In many cases demand is in units far less than a single truck load. When items are delivered in full truck loads the customer has a longer time to wait and/or high inventory costs. This trade-off cannot be eliminated completely. However with information technology the effect can be reduced. For example advanced production control systems can be used to manufacture goods as late as possible to ensure full truck loads, similarly distribution control systems may allow a materials management manager to combine shipments of particular products from warehouses to stores in order to fill trucks. This requires knowledge of orders and demand forecasts as well as supplier delivery schedules.

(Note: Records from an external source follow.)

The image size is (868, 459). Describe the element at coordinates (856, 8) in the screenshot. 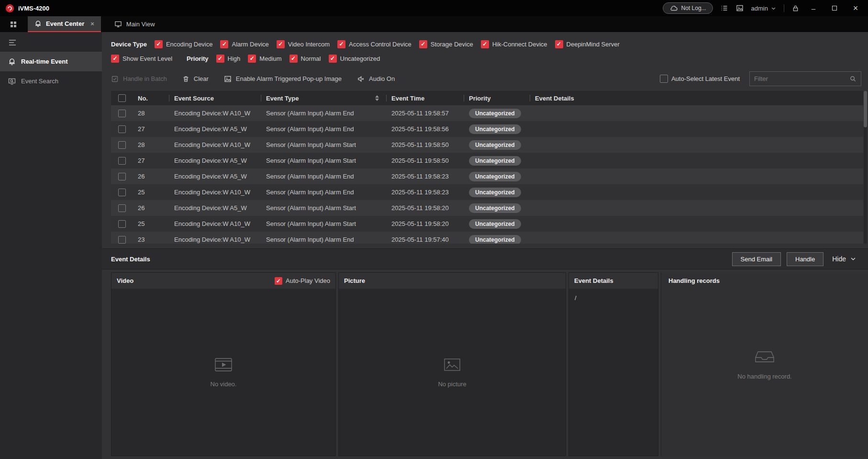

I see `close-button: ×` at that location.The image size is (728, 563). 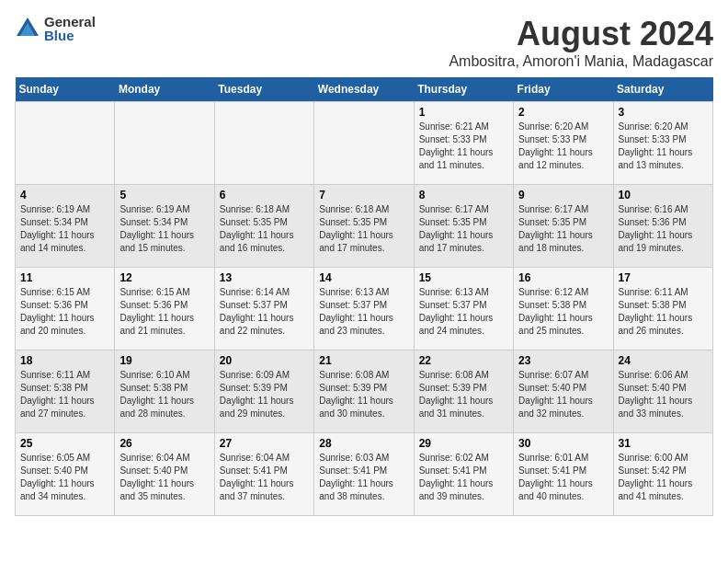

Recent advances in decision support systems allow the supply chain to find an appropriate balance between transportation and inventory costs by taking into account all aspects of the supply chain. Lead time is made up of time devoted to processing orders, to procuring and manufacturing items and to transporting items between various stages of the automotive supply chain. Transportation costs are lowest when large amounts of items are moved - however lead times can be reduced if items are transported immediately after they have been manufactured or arrive from suppliers. This trade off cannot be completely eliminated, but information can be used to reduce its effect. Transportation costs can be controlled by, for example, utilising advanced travel modes and carrier selection programs reducing the need to hold items until a sufficient number accumulate. In addition, improved forecasting techniques and information systems reduce the other components of lead time which means that reducing transportation costs may not be so critical.
Product Variety - Inventory Trade-Off
Product variety greatly increases the complexity of the automotive supply chain.
Manufacturers that make a large variety of products with smaller lot sizes often
find their manufacturing costs increase and their manufacturing efficiency decreases. To maintain the same lead time as a company with fewer products, fewer amounts will probably be shipped so warehouses will need to hold a larger variety of products. Increasing product variety therefore increases transportation and housing costs. Also because it is more difficult to forecast demand for a large variety of products, higher inventory levels must be maintained to ensure the same service level.
The Cost-Customer Trade-Off
All of these trade-offs are example of the cost-customers trade off. Reducing inventories, manufacturing costs, and transportation costs typically come at the expense of customer service. The level of customer service can be maintained however by using information and appropriate supply chain designs. Of course customer service could mean the ability of the retailer to meet a customer’s demand quickly.
However advanced supply chain management techniques and information systems could be used to give customers the kind of service they have never been able to realise before and for which suppliers could charge a premium. One such example is the concept of mass customisation which involves delivering highly personalised goods and services to customers at reasonable prices and at high volume.